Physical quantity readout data
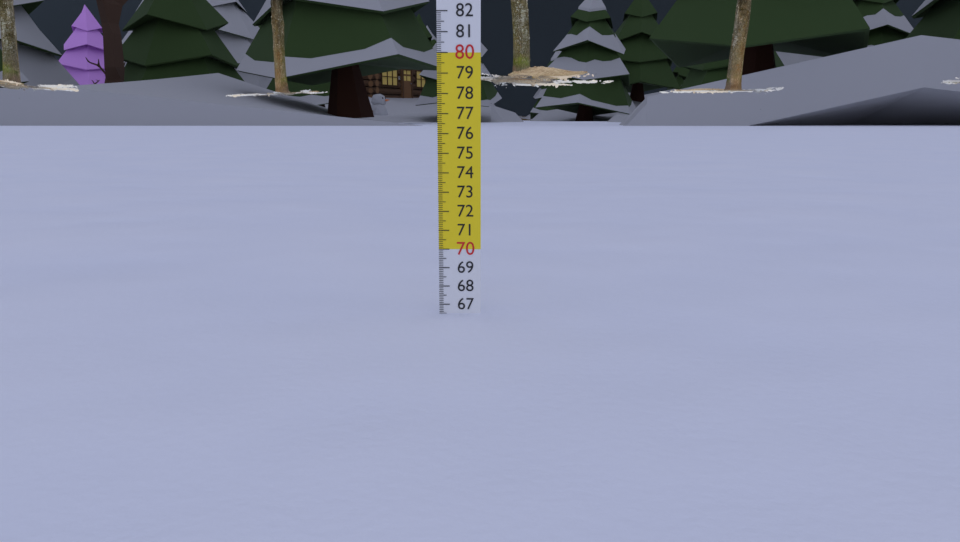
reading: 66.5 cm
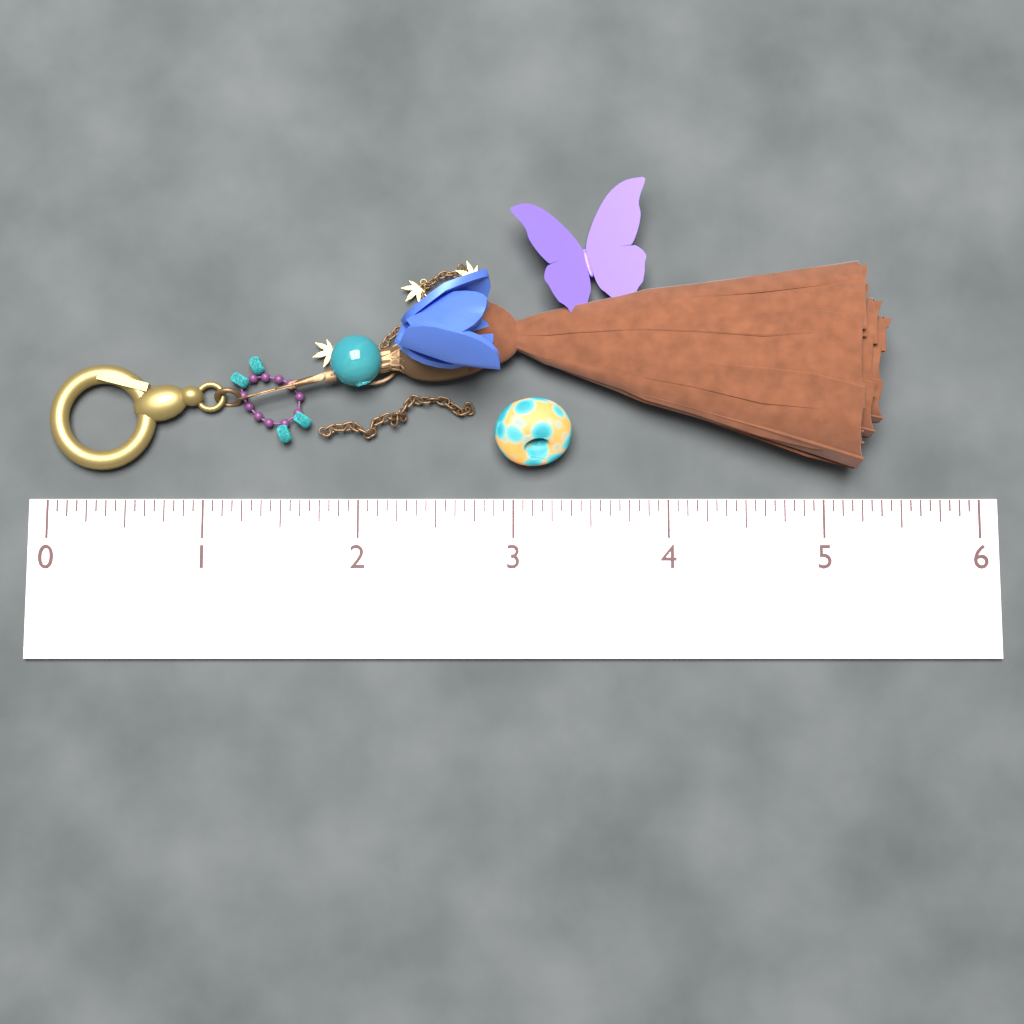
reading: 5.4000 (no unit)
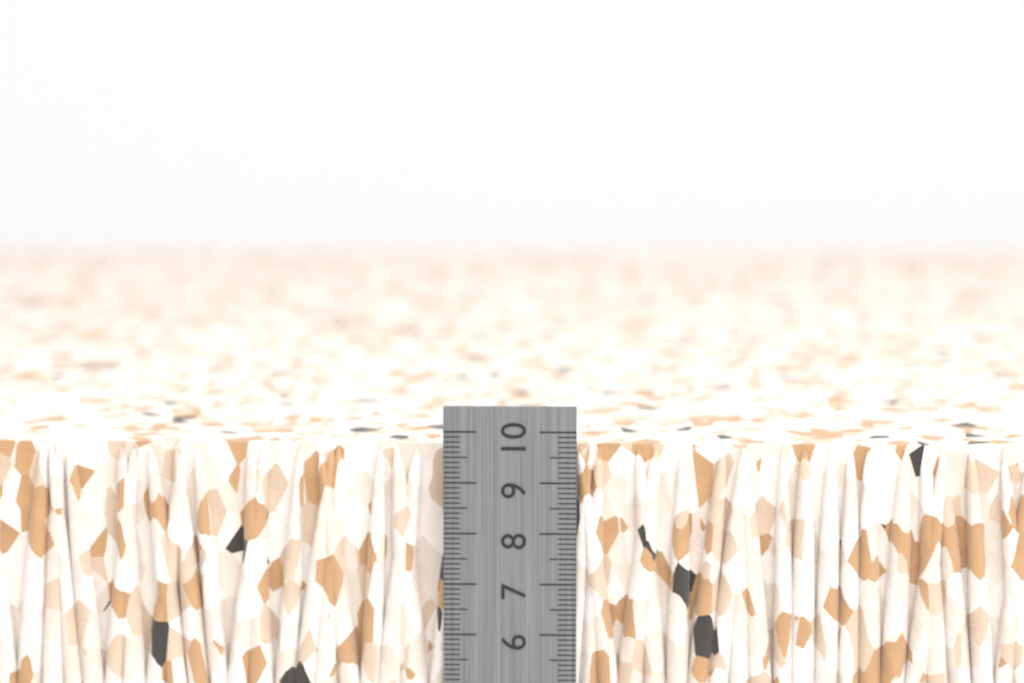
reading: 9.7 cm
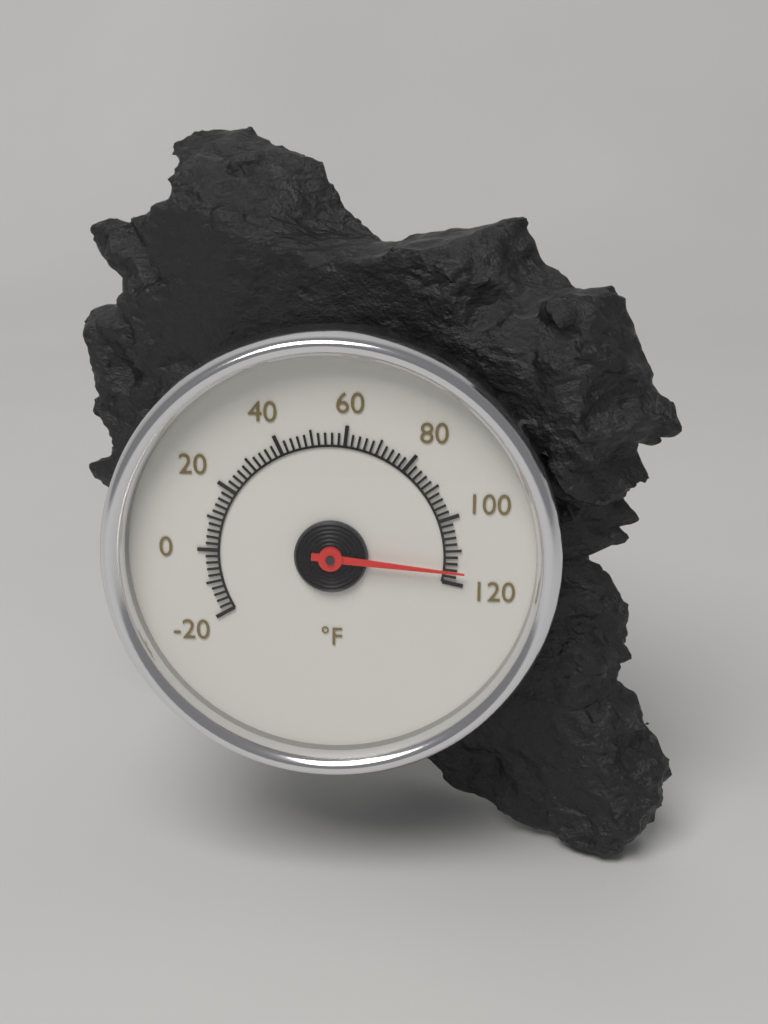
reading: 116 °F
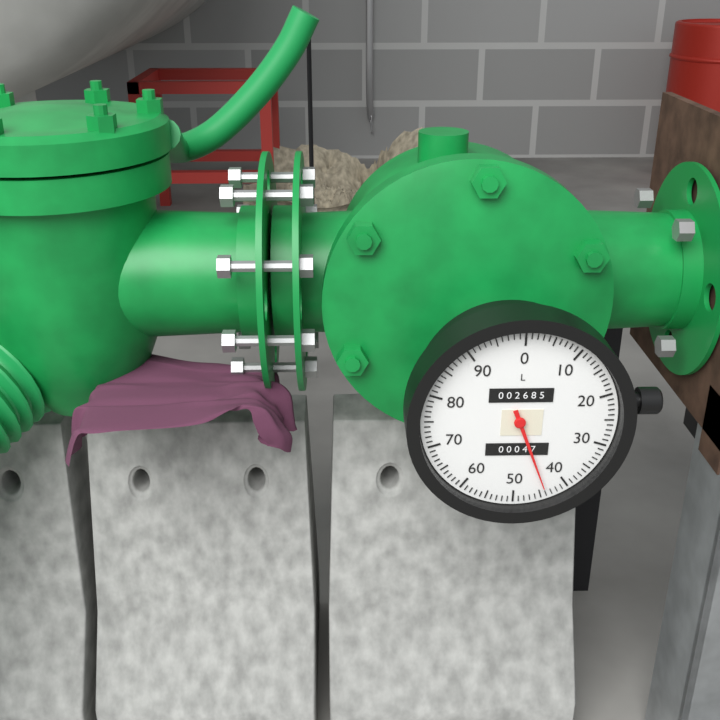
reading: 44 L
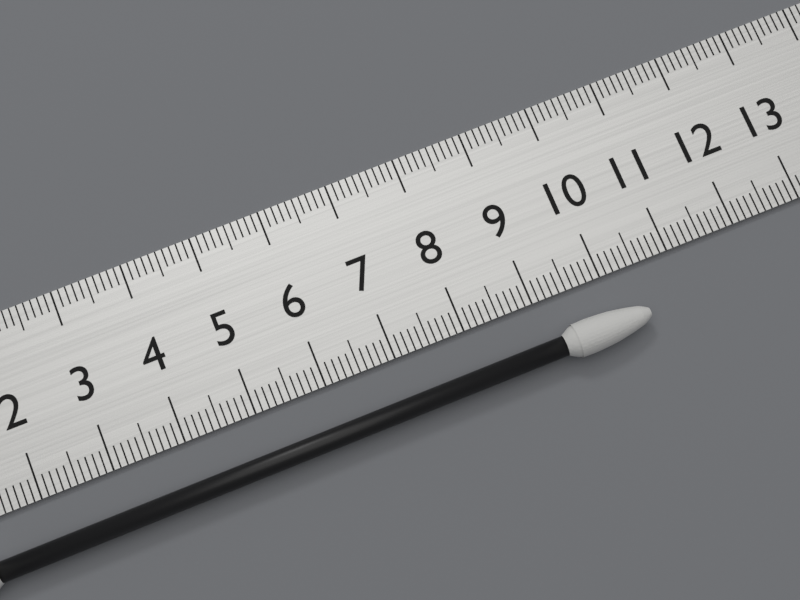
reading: 10.4 cm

WORK REQUEST: The entries above need to be repeated in full, word for word. Skip the images.

EXERCISE RESULT:
reading: 66.5 cm
reading: 5.4000 (no unit)
reading: 9.7 cm
reading: 116 °F
reading: 44 L
reading: 10.4 cm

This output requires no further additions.